Stored items.

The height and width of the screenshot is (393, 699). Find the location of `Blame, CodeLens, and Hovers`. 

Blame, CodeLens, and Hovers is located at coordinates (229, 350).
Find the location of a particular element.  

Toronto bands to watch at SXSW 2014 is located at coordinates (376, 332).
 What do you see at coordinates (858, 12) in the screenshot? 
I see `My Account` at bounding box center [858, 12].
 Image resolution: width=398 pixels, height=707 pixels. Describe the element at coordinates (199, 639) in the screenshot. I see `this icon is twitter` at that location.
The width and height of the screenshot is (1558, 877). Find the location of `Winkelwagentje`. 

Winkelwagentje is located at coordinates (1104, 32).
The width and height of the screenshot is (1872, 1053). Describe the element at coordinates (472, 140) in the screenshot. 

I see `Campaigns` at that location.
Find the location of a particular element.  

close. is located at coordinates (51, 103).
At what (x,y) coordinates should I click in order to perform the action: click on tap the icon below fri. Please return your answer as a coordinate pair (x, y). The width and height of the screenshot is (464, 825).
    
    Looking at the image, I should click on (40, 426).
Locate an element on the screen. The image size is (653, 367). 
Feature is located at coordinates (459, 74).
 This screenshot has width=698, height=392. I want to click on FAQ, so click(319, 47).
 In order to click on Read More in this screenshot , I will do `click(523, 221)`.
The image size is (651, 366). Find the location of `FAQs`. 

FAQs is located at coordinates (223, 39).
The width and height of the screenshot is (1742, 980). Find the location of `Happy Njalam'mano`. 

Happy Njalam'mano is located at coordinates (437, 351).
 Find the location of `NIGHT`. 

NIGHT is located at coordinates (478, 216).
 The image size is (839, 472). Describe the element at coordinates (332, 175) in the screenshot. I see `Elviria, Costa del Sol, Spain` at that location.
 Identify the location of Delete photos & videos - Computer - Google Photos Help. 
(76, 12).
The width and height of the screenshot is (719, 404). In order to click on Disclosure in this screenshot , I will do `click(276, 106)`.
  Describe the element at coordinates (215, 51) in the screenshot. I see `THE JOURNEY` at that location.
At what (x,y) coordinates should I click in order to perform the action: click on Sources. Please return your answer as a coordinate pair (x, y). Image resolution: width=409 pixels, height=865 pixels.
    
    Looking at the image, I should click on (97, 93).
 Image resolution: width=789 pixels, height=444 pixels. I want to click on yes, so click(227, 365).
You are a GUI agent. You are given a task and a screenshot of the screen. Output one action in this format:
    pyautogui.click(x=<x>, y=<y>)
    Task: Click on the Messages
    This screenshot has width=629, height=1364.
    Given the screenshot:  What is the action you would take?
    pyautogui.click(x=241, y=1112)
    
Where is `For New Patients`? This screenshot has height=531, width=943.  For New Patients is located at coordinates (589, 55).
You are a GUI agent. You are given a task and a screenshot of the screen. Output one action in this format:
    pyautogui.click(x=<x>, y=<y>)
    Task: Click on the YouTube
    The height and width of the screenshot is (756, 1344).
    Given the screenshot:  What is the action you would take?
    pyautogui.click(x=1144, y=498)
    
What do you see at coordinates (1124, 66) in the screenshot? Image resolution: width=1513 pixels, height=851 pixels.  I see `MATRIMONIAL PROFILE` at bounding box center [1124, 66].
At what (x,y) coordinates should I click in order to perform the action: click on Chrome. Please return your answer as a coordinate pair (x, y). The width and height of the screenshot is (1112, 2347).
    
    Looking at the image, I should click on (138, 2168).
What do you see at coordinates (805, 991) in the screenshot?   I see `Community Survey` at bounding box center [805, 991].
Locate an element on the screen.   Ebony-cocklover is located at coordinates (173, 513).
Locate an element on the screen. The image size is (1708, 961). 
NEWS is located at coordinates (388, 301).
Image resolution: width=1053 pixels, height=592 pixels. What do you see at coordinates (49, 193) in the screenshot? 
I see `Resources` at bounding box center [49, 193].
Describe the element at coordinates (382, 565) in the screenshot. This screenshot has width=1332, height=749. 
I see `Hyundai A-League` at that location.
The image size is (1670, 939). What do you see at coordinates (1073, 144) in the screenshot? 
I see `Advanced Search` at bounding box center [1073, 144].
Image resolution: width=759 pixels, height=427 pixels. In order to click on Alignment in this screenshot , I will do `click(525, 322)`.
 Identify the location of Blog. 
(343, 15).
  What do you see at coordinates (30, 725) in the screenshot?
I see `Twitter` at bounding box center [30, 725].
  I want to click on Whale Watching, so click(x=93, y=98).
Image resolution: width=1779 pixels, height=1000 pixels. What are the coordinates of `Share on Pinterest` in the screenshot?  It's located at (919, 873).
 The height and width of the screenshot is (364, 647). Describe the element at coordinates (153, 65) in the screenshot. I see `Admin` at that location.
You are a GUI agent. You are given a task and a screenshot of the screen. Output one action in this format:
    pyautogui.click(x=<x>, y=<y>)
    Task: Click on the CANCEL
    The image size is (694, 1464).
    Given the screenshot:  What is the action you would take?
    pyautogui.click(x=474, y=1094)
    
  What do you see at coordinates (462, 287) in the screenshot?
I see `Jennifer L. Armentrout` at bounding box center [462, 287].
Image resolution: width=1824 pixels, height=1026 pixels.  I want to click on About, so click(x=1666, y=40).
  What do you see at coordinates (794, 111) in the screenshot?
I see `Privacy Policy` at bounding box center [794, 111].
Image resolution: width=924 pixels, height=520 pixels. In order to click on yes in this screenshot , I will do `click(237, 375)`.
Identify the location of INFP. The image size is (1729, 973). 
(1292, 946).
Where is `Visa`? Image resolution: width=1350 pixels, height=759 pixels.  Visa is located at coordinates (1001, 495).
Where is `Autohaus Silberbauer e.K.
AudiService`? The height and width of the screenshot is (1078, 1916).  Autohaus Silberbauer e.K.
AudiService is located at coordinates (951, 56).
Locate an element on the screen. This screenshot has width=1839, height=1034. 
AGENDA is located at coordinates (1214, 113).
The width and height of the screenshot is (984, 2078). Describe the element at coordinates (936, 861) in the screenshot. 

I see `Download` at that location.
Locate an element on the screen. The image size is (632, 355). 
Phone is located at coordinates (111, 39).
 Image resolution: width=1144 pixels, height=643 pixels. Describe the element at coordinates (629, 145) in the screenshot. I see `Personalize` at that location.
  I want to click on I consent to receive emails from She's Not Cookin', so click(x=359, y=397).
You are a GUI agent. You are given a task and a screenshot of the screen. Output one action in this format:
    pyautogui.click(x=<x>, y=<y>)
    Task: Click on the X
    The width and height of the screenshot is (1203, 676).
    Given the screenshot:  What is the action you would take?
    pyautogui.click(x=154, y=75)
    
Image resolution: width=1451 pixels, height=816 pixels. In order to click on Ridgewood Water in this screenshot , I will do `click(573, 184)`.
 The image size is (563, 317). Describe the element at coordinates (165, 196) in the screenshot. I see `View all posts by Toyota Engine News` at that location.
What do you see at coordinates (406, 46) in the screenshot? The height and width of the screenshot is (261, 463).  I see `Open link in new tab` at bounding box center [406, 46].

What the task requires. Set down the entries above once more, verbatim.

Exercise response.
The height and width of the screenshot is (393, 699). Find the location of `Blame, CodeLens, and Hovers`. 

Blame, CodeLens, and Hovers is located at coordinates (229, 350).
Find the location of a particular element.  

Toronto bands to watch at SXSW 2014 is located at coordinates (376, 332).
 What do you see at coordinates (858, 12) in the screenshot? 
I see `My Account` at bounding box center [858, 12].
 Image resolution: width=398 pixels, height=707 pixels. Describe the element at coordinates (199, 639) in the screenshot. I see `this icon is twitter` at that location.
The width and height of the screenshot is (1558, 877). Find the location of `Winkelwagentje`. 

Winkelwagentje is located at coordinates (1104, 32).
The width and height of the screenshot is (1872, 1053). Describe the element at coordinates (472, 140) in the screenshot. 

I see `Campaigns` at that location.
Find the location of a particular element.  

close. is located at coordinates (51, 103).
At what (x,y) coordinates should I click in order to perform the action: click on tap the icon below fri. Please return your answer as a coordinate pair (x, y). The width and height of the screenshot is (464, 825).
    
    Looking at the image, I should click on (40, 426).
Locate an element on the screen. The image size is (653, 367). 
Feature is located at coordinates (459, 74).
 This screenshot has width=698, height=392. I want to click on FAQ, so click(319, 47).
 In order to click on Read More in this screenshot , I will do `click(523, 221)`.
The image size is (651, 366). Find the location of `FAQs`. 

FAQs is located at coordinates (223, 39).
The width and height of the screenshot is (1742, 980). Find the location of `Happy Njalam'mano`. 

Happy Njalam'mano is located at coordinates (437, 351).
 Find the location of `NIGHT`. 

NIGHT is located at coordinates (478, 216).
 The image size is (839, 472). Describe the element at coordinates (332, 175) in the screenshot. I see `Elviria, Costa del Sol, Spain` at that location.
 Identify the location of Delete photos & videos - Computer - Google Photos Help. 
(76, 12).
The width and height of the screenshot is (719, 404). In order to click on Disclosure in this screenshot , I will do `click(276, 106)`.
  Describe the element at coordinates (215, 51) in the screenshot. I see `THE JOURNEY` at that location.
At what (x,y) coordinates should I click in order to perform the action: click on Sources. Please return your answer as a coordinate pair (x, y). Image resolution: width=409 pixels, height=865 pixels.
    
    Looking at the image, I should click on (97, 93).
 Image resolution: width=789 pixels, height=444 pixels. I want to click on yes, so click(227, 365).
You are a GUI agent. You are given a task and a screenshot of the screen. Output one action in this format:
    pyautogui.click(x=<x>, y=<y>)
    Task: Click on the Messages
    This screenshot has width=629, height=1364.
    Given the screenshot:  What is the action you would take?
    pyautogui.click(x=241, y=1112)
    
Where is `For New Patients`? This screenshot has height=531, width=943.  For New Patients is located at coordinates (589, 55).
You are a GUI agent. You are given a task and a screenshot of the screen. Output one action in this format:
    pyautogui.click(x=<x>, y=<y>)
    Task: Click on the YouTube
    The height and width of the screenshot is (756, 1344).
    Given the screenshot:  What is the action you would take?
    pyautogui.click(x=1144, y=498)
    
What do you see at coordinates (1124, 66) in the screenshot? Image resolution: width=1513 pixels, height=851 pixels.  I see `MATRIMONIAL PROFILE` at bounding box center [1124, 66].
At what (x,y) coordinates should I click in order to perform the action: click on Chrome. Please return your answer as a coordinate pair (x, y). The width and height of the screenshot is (1112, 2347).
    
    Looking at the image, I should click on (138, 2168).
What do you see at coordinates (805, 991) in the screenshot?   I see `Community Survey` at bounding box center [805, 991].
Locate an element on the screen.   Ebony-cocklover is located at coordinates (173, 513).
Locate an element on the screen. The image size is (1708, 961). 
NEWS is located at coordinates (388, 301).
Image resolution: width=1053 pixels, height=592 pixels. What do you see at coordinates (49, 193) in the screenshot? 
I see `Resources` at bounding box center [49, 193].
Describe the element at coordinates (382, 565) in the screenshot. This screenshot has width=1332, height=749. 
I see `Hyundai A-League` at that location.
The image size is (1670, 939). What do you see at coordinates (1073, 144) in the screenshot? 
I see `Advanced Search` at bounding box center [1073, 144].
Image resolution: width=759 pixels, height=427 pixels. In order to click on Alignment in this screenshot , I will do `click(525, 322)`.
 Identify the location of Blog. 
(343, 15).
  What do you see at coordinates (30, 725) in the screenshot?
I see `Twitter` at bounding box center [30, 725].
  I want to click on Whale Watching, so click(x=93, y=98).
Image resolution: width=1779 pixels, height=1000 pixels. What are the coordinates of `Share on Pinterest` in the screenshot?  It's located at (919, 873).
 The height and width of the screenshot is (364, 647). Describe the element at coordinates (153, 65) in the screenshot. I see `Admin` at that location.
You are a GUI agent. You are given a task and a screenshot of the screen. Output one action in this format:
    pyautogui.click(x=<x>, y=<y>)
    Task: Click on the CANCEL
    The image size is (694, 1464).
    Given the screenshot:  What is the action you would take?
    pyautogui.click(x=474, y=1094)
    
  What do you see at coordinates (462, 287) in the screenshot?
I see `Jennifer L. Armentrout` at bounding box center [462, 287].
Image resolution: width=1824 pixels, height=1026 pixels.  I want to click on About, so click(x=1666, y=40).
  What do you see at coordinates (794, 111) in the screenshot?
I see `Privacy Policy` at bounding box center [794, 111].
Image resolution: width=924 pixels, height=520 pixels. In order to click on yes in this screenshot , I will do `click(237, 375)`.
Identify the location of INFP. The image size is (1729, 973). 
(1292, 946).
Where is `Visa`? Image resolution: width=1350 pixels, height=759 pixels.  Visa is located at coordinates (1001, 495).
Where is `Autohaus Silberbauer e.K.
AudiService`? The height and width of the screenshot is (1078, 1916).  Autohaus Silberbauer e.K.
AudiService is located at coordinates (951, 56).
Locate an element on the screen. This screenshot has width=1839, height=1034. 
AGENDA is located at coordinates (1214, 113).
The width and height of the screenshot is (984, 2078). Describe the element at coordinates (936, 861) in the screenshot. 

I see `Download` at that location.
Locate an element on the screen. The image size is (632, 355). 
Phone is located at coordinates (111, 39).
 Image resolution: width=1144 pixels, height=643 pixels. Describe the element at coordinates (629, 145) in the screenshot. I see `Personalize` at that location.
  I want to click on I consent to receive emails from She's Not Cookin', so click(x=359, y=397).
You are a GUI agent. You are given a task and a screenshot of the screen. Output one action in this format:
    pyautogui.click(x=<x>, y=<y>)
    Task: Click on the X
    The width and height of the screenshot is (1203, 676).
    Given the screenshot:  What is the action you would take?
    pyautogui.click(x=154, y=75)
    
Image resolution: width=1451 pixels, height=816 pixels. In order to click on Ridgewood Water in this screenshot , I will do `click(573, 184)`.
 The image size is (563, 317). Describe the element at coordinates (165, 196) in the screenshot. I see `View all posts by Toyota Engine News` at that location.
What do you see at coordinates (406, 46) in the screenshot? The height and width of the screenshot is (261, 463).  I see `Open link in new tab` at bounding box center [406, 46].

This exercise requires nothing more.